Number 3 chiller
‘Elena Ferrante may be the best contemporary novelist you have never heard of,’ says the Economist, but there’s no need to remain in ignorance—her novels My Brilliant Friend and The Story of a New Name, the first two in a planned trilogy, are available now.
‘Glistens with precocious wisdom’: Miles Franklin’s My Brilliant Career reviewed in the Guardian.
Burying the Hatchet: the death of the negative book review.
There’s been a lot of coverage of Lloyd Jones' moving memoir about a family mystery and a devastated landscape, A History of Silence, which Peter Pierce calls ‘as strange, wilful and compelling as his fiction’.
Watch a video of Lloyd talking with the ABC’s Jane Hutcheon on Read more
Writing is ‘a form of prayer’: a Wall Street Journal blog interview with Ruth Ozeki, author of the Booker-shortlisted A Tale for the Time Being.
‘Don’t be afraid to write a bad book’: David Levithan talks to the Guardian about the process of writing Every Day.
Anna Holmes and Francine Prose discuss the most erotic books they’ve ever read.
“An editor does not add to a book,” he argued.
Writers of a certain vintage often fall into one of two camps: those whose creative powers are irrevocably on the wane and those who are at the height of their game. Margaret Drabble’s 18th novel, Read more
Here’s a great tutorial that shows you how to turn old books into a bookshelf boombox.
10 bizarre literary landmarks that everyone should visit.
BYRONIC HERO Super-cool cool guy.
CANON All the literature that’s fit to print.
To write a novel in which an extraordinary reality is possible in conjunction with ordinary life, in which people can actually fly away or become invisible (and not just want to do those things metaphorically), was an enormous pleasure. Maile Meloy is interviewed over at Read more
‘Schultz is the intellectual ultra-marathoner of Australian cultural life.’ Chris Wallace has nothing but praise for GriffithREVIEW and its editor, Julianne Schultz. GriffithREVIEW 41 is available now; GriffithREVIEW 42 will be in shops from 27 October.
‘This is an impressive and scarily assured debut—and really funny.’ Gabriel Roth’s The Unknowns reviewed in the Guardian.
Covering Up: two designers (including our very own W. H. Chong) on the business of book covers.
Want to write better? Watch Columbo.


▶ _Task directions_
Where a line in the material beneath contains "CROSS", count it. Give the number only.
%%
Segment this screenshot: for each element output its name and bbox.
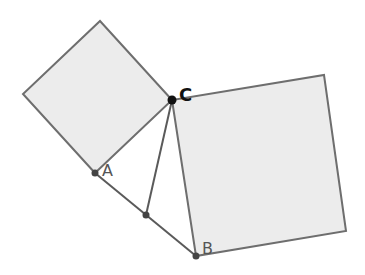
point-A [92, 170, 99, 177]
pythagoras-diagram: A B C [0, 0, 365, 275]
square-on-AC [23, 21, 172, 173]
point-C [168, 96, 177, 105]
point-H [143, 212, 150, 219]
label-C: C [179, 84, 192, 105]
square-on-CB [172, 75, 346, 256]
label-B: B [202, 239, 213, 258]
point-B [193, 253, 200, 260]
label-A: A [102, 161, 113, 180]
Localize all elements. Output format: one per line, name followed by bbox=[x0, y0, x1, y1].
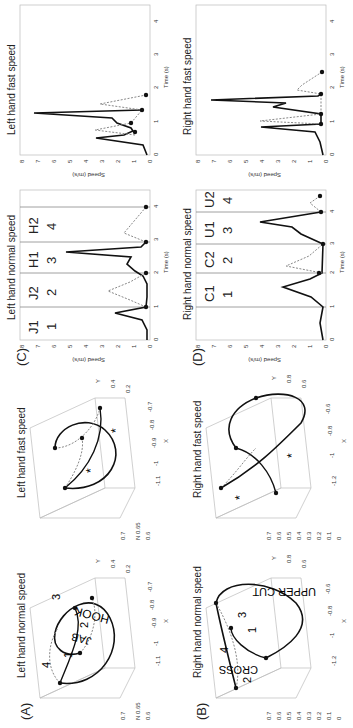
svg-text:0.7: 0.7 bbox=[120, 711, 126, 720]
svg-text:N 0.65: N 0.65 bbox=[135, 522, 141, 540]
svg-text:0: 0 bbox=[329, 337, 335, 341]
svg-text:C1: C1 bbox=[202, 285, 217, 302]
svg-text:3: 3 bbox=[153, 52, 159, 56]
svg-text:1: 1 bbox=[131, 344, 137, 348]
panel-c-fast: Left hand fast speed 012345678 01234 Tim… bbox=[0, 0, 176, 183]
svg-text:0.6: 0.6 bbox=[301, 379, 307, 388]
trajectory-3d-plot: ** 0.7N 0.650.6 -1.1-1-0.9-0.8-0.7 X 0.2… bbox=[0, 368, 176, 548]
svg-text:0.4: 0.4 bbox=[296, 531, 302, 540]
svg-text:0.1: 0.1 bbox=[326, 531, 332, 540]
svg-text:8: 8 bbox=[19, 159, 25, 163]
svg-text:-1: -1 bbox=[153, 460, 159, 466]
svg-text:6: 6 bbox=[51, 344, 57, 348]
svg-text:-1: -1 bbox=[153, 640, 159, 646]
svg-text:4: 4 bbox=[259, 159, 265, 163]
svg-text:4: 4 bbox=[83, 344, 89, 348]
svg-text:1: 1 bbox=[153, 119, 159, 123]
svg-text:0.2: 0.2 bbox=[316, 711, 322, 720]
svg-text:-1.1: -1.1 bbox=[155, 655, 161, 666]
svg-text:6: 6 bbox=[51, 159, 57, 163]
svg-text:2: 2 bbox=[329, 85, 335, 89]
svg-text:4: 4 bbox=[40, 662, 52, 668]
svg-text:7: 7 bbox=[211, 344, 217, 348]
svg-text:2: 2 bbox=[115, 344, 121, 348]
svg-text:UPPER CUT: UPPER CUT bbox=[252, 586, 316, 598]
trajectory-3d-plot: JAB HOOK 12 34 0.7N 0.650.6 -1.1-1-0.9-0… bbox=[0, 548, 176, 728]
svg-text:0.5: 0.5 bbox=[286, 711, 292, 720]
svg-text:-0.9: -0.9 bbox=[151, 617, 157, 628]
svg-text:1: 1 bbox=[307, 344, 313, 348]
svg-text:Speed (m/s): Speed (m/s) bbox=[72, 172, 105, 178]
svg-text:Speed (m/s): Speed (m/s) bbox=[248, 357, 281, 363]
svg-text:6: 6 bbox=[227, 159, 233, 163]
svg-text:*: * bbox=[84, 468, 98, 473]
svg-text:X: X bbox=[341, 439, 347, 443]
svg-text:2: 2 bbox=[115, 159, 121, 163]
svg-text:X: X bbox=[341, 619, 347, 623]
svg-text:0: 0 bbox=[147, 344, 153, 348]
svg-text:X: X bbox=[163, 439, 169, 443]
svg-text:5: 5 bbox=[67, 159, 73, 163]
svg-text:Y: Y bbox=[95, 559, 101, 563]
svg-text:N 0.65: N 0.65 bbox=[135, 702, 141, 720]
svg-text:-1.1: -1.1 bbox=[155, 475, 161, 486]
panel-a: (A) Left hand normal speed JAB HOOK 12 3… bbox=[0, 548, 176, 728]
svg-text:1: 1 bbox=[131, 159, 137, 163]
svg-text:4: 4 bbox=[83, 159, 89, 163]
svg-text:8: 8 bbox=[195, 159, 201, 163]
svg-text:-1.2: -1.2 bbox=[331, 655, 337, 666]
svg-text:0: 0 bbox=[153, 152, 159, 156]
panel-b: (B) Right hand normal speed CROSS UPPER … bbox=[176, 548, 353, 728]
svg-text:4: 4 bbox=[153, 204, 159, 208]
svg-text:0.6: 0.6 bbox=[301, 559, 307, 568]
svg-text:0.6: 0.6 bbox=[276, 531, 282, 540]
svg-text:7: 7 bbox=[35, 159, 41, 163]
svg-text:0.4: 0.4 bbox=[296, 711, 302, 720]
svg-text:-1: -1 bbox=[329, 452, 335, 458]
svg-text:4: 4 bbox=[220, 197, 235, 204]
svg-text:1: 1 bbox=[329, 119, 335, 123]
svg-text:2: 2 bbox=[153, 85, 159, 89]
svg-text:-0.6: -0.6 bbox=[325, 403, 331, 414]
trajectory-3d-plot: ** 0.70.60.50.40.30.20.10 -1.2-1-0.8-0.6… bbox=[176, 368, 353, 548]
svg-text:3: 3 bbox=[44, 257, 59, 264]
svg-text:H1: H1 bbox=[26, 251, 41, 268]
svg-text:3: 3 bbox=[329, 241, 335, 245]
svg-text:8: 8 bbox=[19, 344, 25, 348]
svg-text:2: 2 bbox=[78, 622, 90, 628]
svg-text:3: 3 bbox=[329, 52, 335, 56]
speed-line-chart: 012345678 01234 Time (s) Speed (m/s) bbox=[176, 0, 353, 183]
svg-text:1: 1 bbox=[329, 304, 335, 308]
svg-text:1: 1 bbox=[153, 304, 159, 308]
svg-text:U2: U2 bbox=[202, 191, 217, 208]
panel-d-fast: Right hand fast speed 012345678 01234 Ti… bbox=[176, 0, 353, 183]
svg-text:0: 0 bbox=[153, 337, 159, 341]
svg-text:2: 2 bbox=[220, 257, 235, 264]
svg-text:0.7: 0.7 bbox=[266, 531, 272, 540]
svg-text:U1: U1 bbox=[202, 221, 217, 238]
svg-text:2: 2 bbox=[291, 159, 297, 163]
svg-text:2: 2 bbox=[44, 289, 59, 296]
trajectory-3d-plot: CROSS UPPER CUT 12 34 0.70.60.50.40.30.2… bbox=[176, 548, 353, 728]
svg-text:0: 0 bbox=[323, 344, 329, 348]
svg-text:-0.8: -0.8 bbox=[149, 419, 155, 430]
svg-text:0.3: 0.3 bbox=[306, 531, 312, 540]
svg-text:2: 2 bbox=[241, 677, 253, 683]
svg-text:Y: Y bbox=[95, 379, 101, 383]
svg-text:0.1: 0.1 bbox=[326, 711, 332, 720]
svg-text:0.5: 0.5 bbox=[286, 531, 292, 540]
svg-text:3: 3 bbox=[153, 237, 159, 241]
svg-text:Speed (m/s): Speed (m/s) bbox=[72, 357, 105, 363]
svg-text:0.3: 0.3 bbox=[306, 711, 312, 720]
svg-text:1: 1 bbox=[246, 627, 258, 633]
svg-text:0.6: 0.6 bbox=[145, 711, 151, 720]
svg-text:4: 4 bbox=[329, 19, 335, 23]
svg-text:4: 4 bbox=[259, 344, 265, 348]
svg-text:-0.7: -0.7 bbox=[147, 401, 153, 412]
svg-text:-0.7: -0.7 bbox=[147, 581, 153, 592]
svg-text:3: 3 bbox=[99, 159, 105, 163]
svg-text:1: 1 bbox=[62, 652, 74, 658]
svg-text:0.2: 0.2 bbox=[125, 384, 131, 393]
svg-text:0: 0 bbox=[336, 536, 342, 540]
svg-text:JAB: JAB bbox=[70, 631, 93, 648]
%%
%%
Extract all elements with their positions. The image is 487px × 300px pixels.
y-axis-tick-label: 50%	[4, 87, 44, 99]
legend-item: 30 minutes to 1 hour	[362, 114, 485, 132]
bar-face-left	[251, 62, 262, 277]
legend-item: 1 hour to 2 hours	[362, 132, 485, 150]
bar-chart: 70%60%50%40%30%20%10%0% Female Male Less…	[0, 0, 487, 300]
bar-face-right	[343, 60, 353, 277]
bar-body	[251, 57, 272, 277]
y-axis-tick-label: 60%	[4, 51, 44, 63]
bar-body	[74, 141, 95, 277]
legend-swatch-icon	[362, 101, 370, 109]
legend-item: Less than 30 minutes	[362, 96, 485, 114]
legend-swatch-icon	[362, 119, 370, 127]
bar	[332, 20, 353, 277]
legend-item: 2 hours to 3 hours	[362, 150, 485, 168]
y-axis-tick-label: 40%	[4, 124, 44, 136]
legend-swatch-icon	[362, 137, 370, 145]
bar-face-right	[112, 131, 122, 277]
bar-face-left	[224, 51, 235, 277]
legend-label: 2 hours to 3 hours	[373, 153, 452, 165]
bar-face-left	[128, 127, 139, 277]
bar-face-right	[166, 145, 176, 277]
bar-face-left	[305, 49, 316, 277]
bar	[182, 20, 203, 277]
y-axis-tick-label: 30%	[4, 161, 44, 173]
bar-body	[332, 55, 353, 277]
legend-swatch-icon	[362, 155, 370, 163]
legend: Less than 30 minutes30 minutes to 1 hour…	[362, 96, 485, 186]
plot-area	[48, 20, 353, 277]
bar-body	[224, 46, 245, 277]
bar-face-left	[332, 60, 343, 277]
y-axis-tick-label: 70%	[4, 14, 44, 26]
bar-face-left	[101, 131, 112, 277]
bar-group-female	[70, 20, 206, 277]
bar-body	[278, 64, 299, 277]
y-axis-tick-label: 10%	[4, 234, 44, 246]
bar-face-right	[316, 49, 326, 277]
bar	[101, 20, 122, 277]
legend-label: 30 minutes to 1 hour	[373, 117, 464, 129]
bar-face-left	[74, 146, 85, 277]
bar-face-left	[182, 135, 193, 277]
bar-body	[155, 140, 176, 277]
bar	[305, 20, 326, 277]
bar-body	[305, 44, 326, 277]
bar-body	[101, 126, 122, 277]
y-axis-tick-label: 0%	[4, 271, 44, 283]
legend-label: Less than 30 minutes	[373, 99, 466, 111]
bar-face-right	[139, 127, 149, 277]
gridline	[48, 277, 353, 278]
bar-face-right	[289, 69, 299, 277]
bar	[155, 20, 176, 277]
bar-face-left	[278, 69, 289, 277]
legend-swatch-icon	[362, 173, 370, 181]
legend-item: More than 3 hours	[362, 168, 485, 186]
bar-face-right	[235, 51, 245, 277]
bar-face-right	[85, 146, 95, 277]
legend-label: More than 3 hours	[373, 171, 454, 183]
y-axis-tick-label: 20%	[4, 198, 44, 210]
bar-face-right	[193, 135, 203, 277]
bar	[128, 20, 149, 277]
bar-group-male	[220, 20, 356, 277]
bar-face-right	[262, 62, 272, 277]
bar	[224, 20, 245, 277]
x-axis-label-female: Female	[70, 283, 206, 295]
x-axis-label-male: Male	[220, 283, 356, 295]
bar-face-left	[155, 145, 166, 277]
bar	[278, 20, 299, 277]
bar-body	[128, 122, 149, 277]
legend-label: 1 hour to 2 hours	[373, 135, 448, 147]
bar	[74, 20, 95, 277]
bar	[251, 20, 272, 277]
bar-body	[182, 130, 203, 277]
%%
▶ _Task output_
2